The Chinese gambling game Mahjong becomes a mind sport, is put forward as a contender for the 2022 Winter Olympics in Beijing and is responsible for a series of epileptic seizures.
“What’s that game?”
It’s the same question each time I walk into the casino with a newbie. It’s the corner for the Chinese. The sound of rattling tiles overpowering the sound of riffling poker chips. It is, of course, Mahjong, and earlier this week, fans of the Chinese tile game got the thumbs up from the International Mind Sports Association (IMSA).
The gambling game is the sixth game to be officially recognised as a mind sport by the IMSA behind Chess, Bridge, Go, Draughts, and Ziangqi. The addition of Mahjong is interesting because it is such a popular gambling game, which one assumes is the primary reason the IMSA doesn’t recognise poker as a mind sport.

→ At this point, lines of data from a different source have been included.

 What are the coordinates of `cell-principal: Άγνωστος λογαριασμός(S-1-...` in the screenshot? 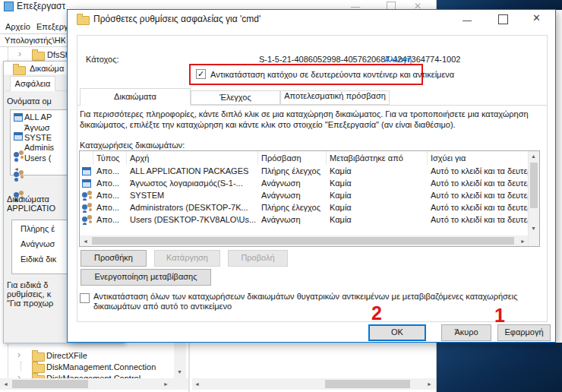 It's located at (193, 183).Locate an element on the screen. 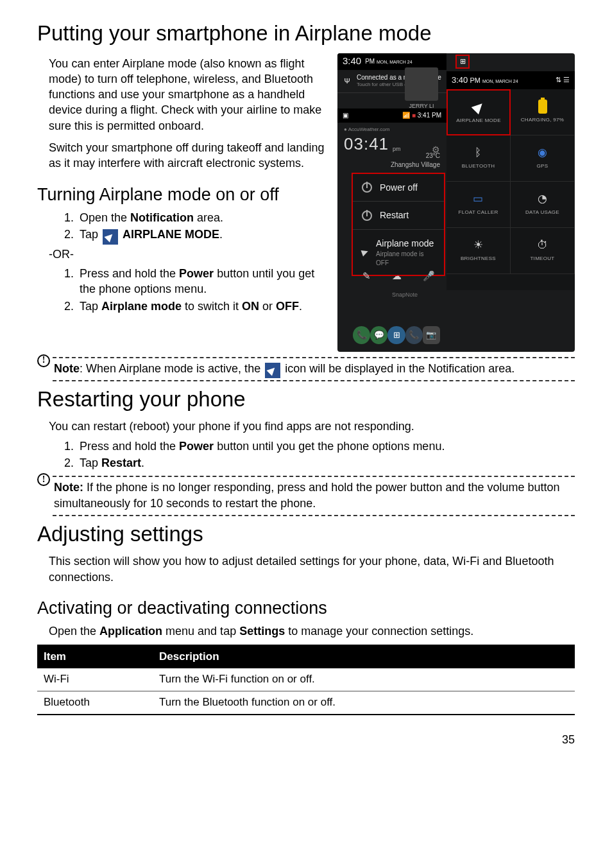 Image resolution: width=612 pixels, height=868 pixels. table-header-row: Item Description is located at coordinates (306, 657).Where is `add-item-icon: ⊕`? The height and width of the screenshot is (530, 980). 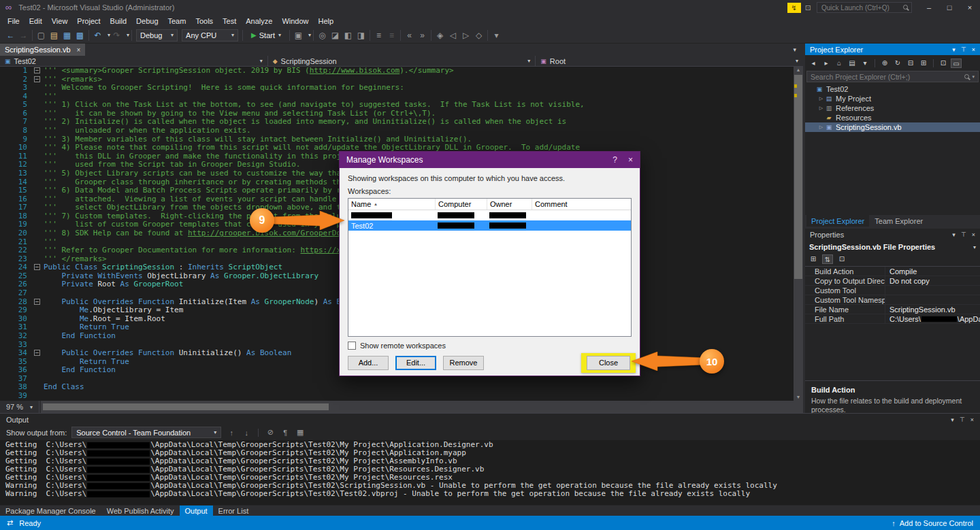
add-item-icon: ⊕ is located at coordinates (885, 63).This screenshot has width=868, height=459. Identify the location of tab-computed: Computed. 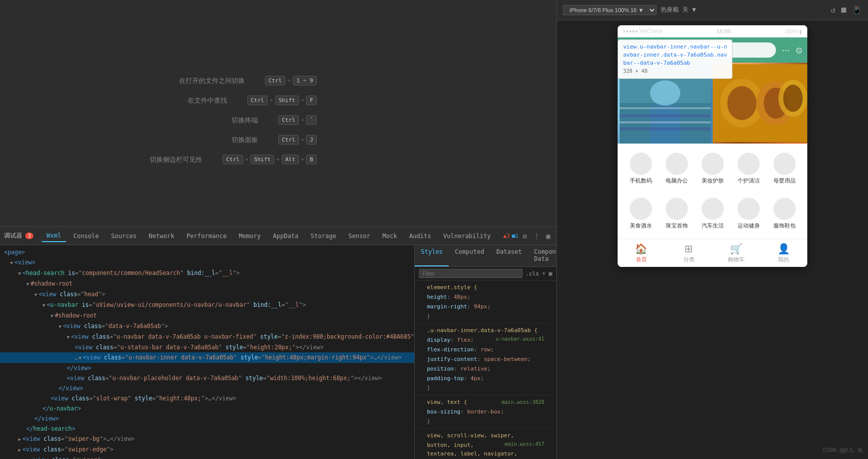
(469, 256).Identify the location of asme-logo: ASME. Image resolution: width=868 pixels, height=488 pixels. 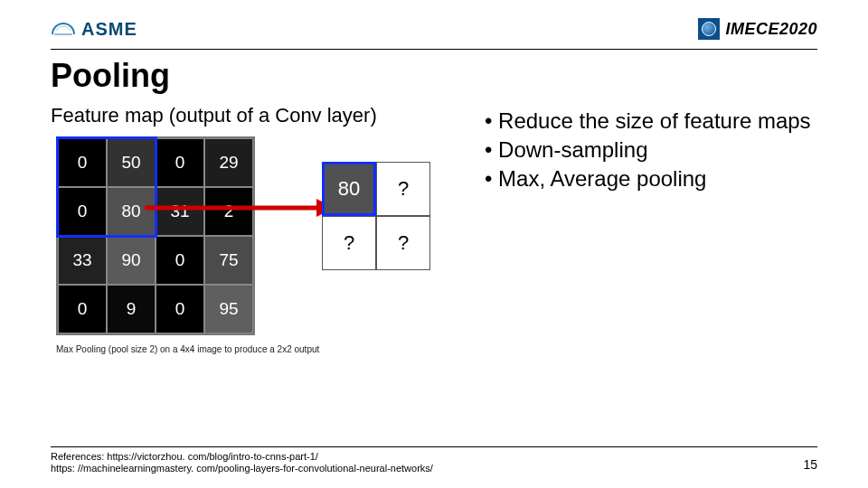
(94, 29).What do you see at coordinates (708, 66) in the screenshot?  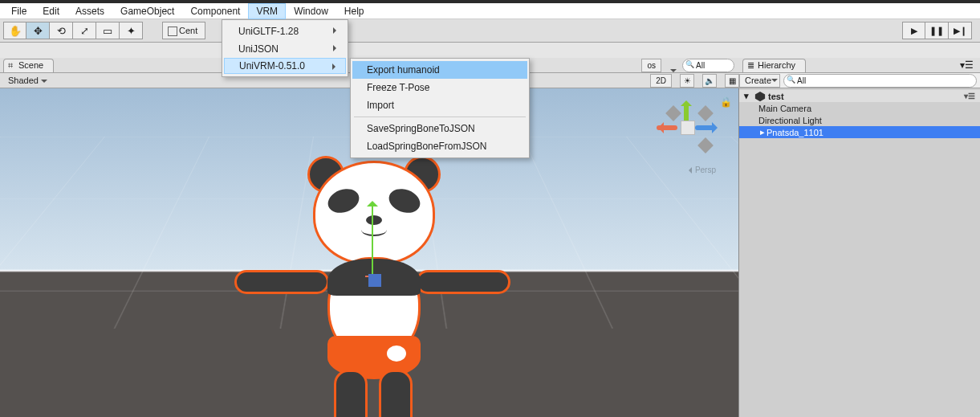 I see `scene-search-input: All` at bounding box center [708, 66]. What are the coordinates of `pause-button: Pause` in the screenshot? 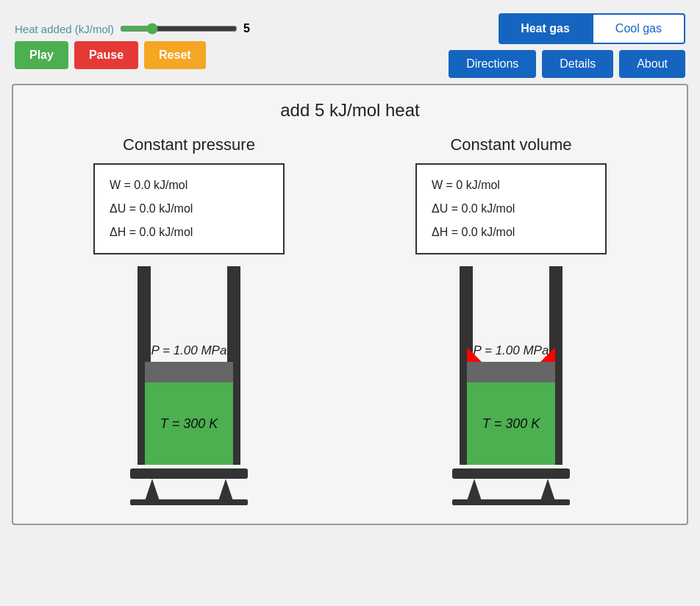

And Mahjong hasn’t reached the summit yet.
Chen Zelan, President of the IMSA, has told reporters that he plans on doing everything in his power to ensure Mahjong is part of the 2022 Beijing Winter Olympics. I can only assume, the players will be forced to wear Phil Laak style ski-goggles.
Of the six officially recognised mind sports, only Chess and Bridge are deemed sports by the International Olympic Committee (IOC), so Chen is pushing his luck with this one. The Prez believes for Mahjong to become an Olympic sport it needs to shed its gambling image and create a unified set of rules.
The IMSA pulls together over 400 national associations and over 500 million players.
Mahjong Players Head to the River to Play
The IMSA may want Mahjong players to compete at the Winter Olympics, but the Chinese are currently taking special measures to compete in Mahjong matches throughout the nation.
With China experiencing a heatwave, and Mahjong played by a primarily senior group of players, the games have had to be taken down to the riverside to prevent people from sustaining heatstroke and exhaustion.
To escape temperatures peaking at 50 deg C, Mahjong players in Chengdu City have taken their boards, tiles, chairs, and umbrellas, and headed en masse to the local rivers.
The move has drawn complaints, with concerned citizens expressing their worry that the Mahjong players smelly feet could pollute the water.
Don’t Worry About Heat Exhaustion, What About Epilepsy?
Mahjong is a dangerous game.
Not only are people likely to die of heat exhaustion playing in the local clubs, or drowning in uncoordinated riverside hikes, but players are also hitting the deck, left, right, and centre suffering from epilepsy.
Several months ago, a 52-year-old man from China, identified as Fang, collapsed when playing Mahjong with his friends. Concerned Mahjong players rushed Fang to a hospital where Doctors told him he had suffered an epileptic fit but were none the wiser as to how the fit occurred.
Fang later left the hospital, and after making a full recovery returned to his local Mahjong game, and suffered a second epileptic fit. After some thorough research from the Neurology Department in Zhejiang University School of Medicine, Fang was diagnosed as suffering from a form of epilepsy known as Mahjong Epilepsy.
It seems all of that tile shuffling can result in a seizure as the dots and patterns act like strobe lighting in the eyes of the unfortunate few that suffer from this rare form of epilepsy.